Evidence supporting these observations can be found in looking
at tribal cultures and the ways they separate the tasks and roles
of men and women following a death. For example, the Bara people
in Madagascar literally separate the men and women. Two huts are
designated: the "male hut" for the men and the "house of tears"
for the women. The house of tears is the center of emotional expression,
while the male hut is more the center of activities such as directing
the ritual. In Australia the men of the Yolngu sing sacred songs
around the bed of the person who is ill, and if death occurs, the
songs continue as a means of orienting the newly dead to the Ancestors.
It is said that the women join in the song with their crying and
keening and the blend creates a sound of great beauty.
The Dagura men of Africa dance out their grief for the person
who died. In a different African tribe the men will approach the
women who are actively crying and keening and stand silently next
to them. The men do this to use the women's grief as a hook, that
is as a way to ignite and resonate their own pain. This action is
similar to that of a tuning fork. If one tuning fork is struck close
to another one that is still, the still tuning fork will begin to
resonate with the same vibration of it's active neighbor. By standing
near the actively grieving women the men start to get in touch with
their own pain. In other cultures the men sing the life of the person
who died.
There are many more examples of the separate, but complementary
tasks of mourning assigned to men and women in different cultures.
The point here is that the men are usually given active tasks following
a death and these tasks become "hooks" to facilitate a connection
to their pain. Once the pain is "hooked," it can be expressed and
released which brings us one step closer to healing.

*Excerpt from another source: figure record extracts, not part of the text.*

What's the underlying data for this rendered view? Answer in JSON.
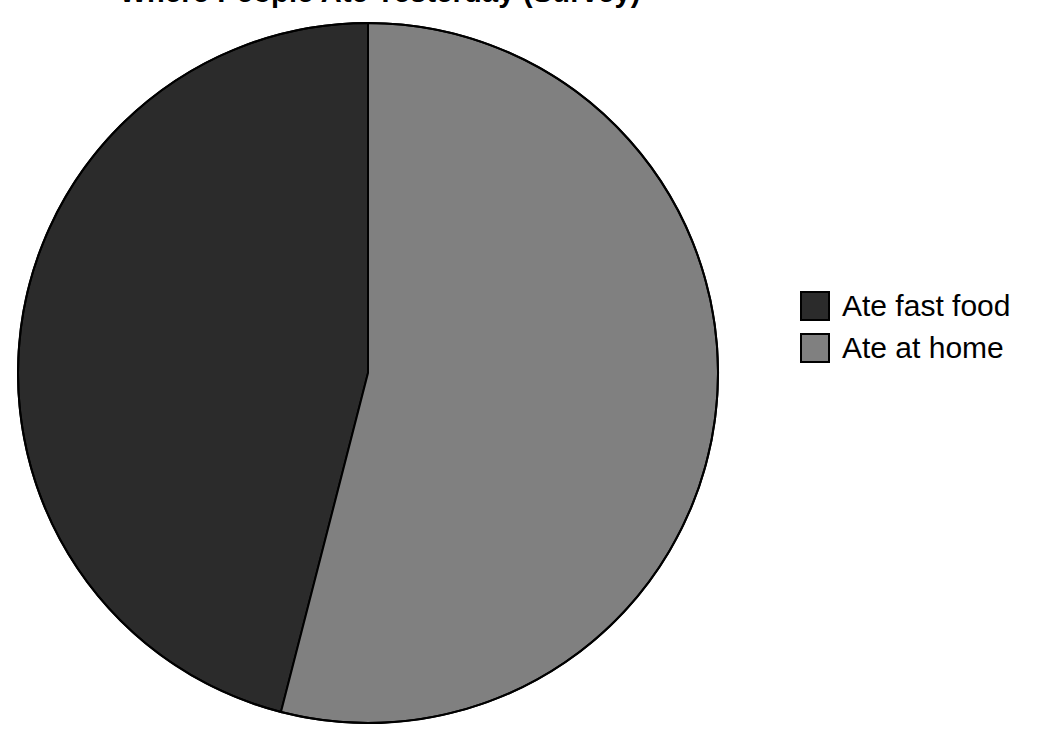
{
  "chart_data": {
    "type": "pie",
    "title": "Where People Ate Yesterday (Survey)",
    "categories": [
      "Ate fast food",
      "Ate at home"
    ],
    "values": [
      46,
      54
    ],
    "value_unit": "percent",
    "colors": [
      "#2b2b2b",
      "#808080"
    ],
    "slice_border_color": "#000000",
    "start_angle_deg": 0,
    "direction": "counterclockwise",
    "legend": {
      "position": "right",
      "entries": [
        {
          "label": "Ate fast food",
          "color": "#2b2b2b"
        },
        {
          "label": "Ate at home",
          "color": "#808080"
        }
      ]
    },
    "xlabel": "",
    "ylabel": "",
    "grid": false,
    "data_labels_shown": false
  },
  "legend": {
    "entries": [
      {
        "label": "Ate fast food"
      },
      {
        "label": "Ate at home"
      }
    ]
  },
  "figure": {
    "background": "#ffffff",
    "pie_center_x": 368,
    "pie_center_y": 373,
    "pie_radius": 350
  }
}
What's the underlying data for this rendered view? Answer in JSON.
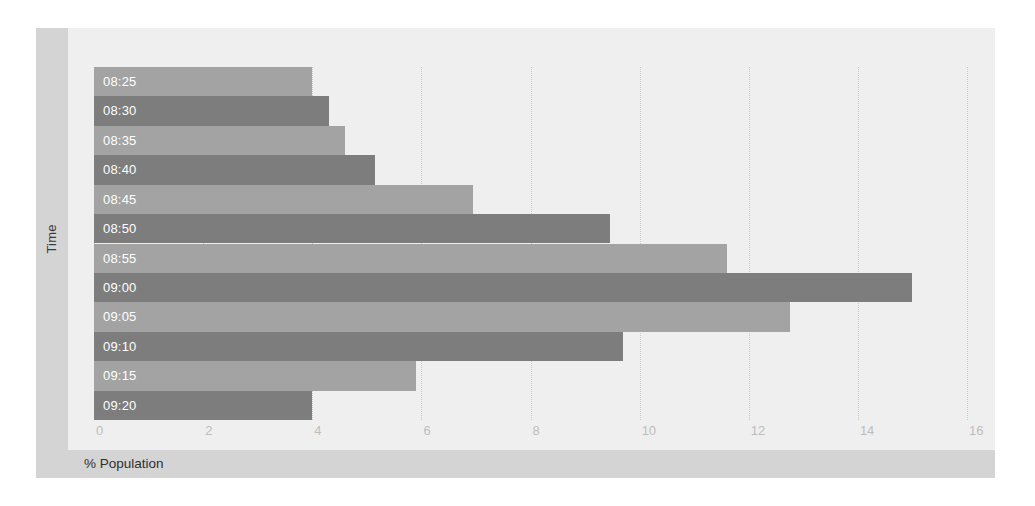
{
  "chart_data": {
    "type": "bar",
    "orientation": "horizontal",
    "title": "",
    "xlabel": "% Population",
    "ylabel": "Time",
    "categories": [
      "08:25",
      "08:30",
      "08:35",
      "08:40",
      "08:45",
      "08:50",
      "08:55",
      "09:00",
      "09:05",
      "09:10",
      "09:15",
      "09:20"
    ],
    "values": [
      4.0,
      4.3,
      4.6,
      5.15,
      6.95,
      9.45,
      11.6,
      15.0,
      12.75,
      9.7,
      5.9,
      4.0
    ],
    "xlim": [
      0,
      16
    ],
    "xticks": [
      0,
      2,
      4,
      6,
      8,
      10,
      12,
      14,
      16
    ],
    "xtick_labels": [
      "0",
      "2",
      "4",
      "6",
      "8",
      "10",
      "12",
      "14",
      "16"
    ],
    "grid": "vertical-dotted",
    "legend": "none",
    "bar_colors": [
      "#a3a3a3",
      "#7d7d7d"
    ],
    "label_color": "#ffffff",
    "plot_background": "#efefef",
    "band_color": "#d4d4d4"
  }
}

In our own culture there are also examples of men who use a task
or activity to connect to their emotional pain. Eric Clapton wrote
a song about his child who died. Through his strength of music Clapton
has found a way to honor his pain by creating a song about his son.
Abraham Lincoln is said to have had a habit of inviting a male
friend to the White House to play what Lincoln called "sad songs."
This man and Lincoln would walk silently to a room in the White
House and the man would sit at the piano and play the songs. As
he played Lincoln would sit and cry. The songs were Lincoln's hook
to enter his state of grief.
Other examples include the AIDS Quilt, all of the memorials in
Washington D.C., and a memorial World Wide Web site, such as webhealing.com
which I created in honor of my father. All of these examples provide
people activities which allow a connection to their pain by actively
honoring the person who died. This can be a powerful healing IF
the activity is connected with the pain. If not connected to the
pain, it is merely a hollow exercise.
The Need for Rituals
While men and women have different strengths and needs in their
healing process, these needs are often complementary and overlapping.
As our culture finds it difficult to recognize and hold the pain
that comes with loss, members of both sexes often find themselves
in a difficult place when it comes to grief. We need more culturally
endorsed "active" rituals that give us "hooks" into our grief. By
becoming aware of the differences we have in our own chosen style
of grief and healing, we are in a better position to find our own
hooks and honor those around us and ourselves.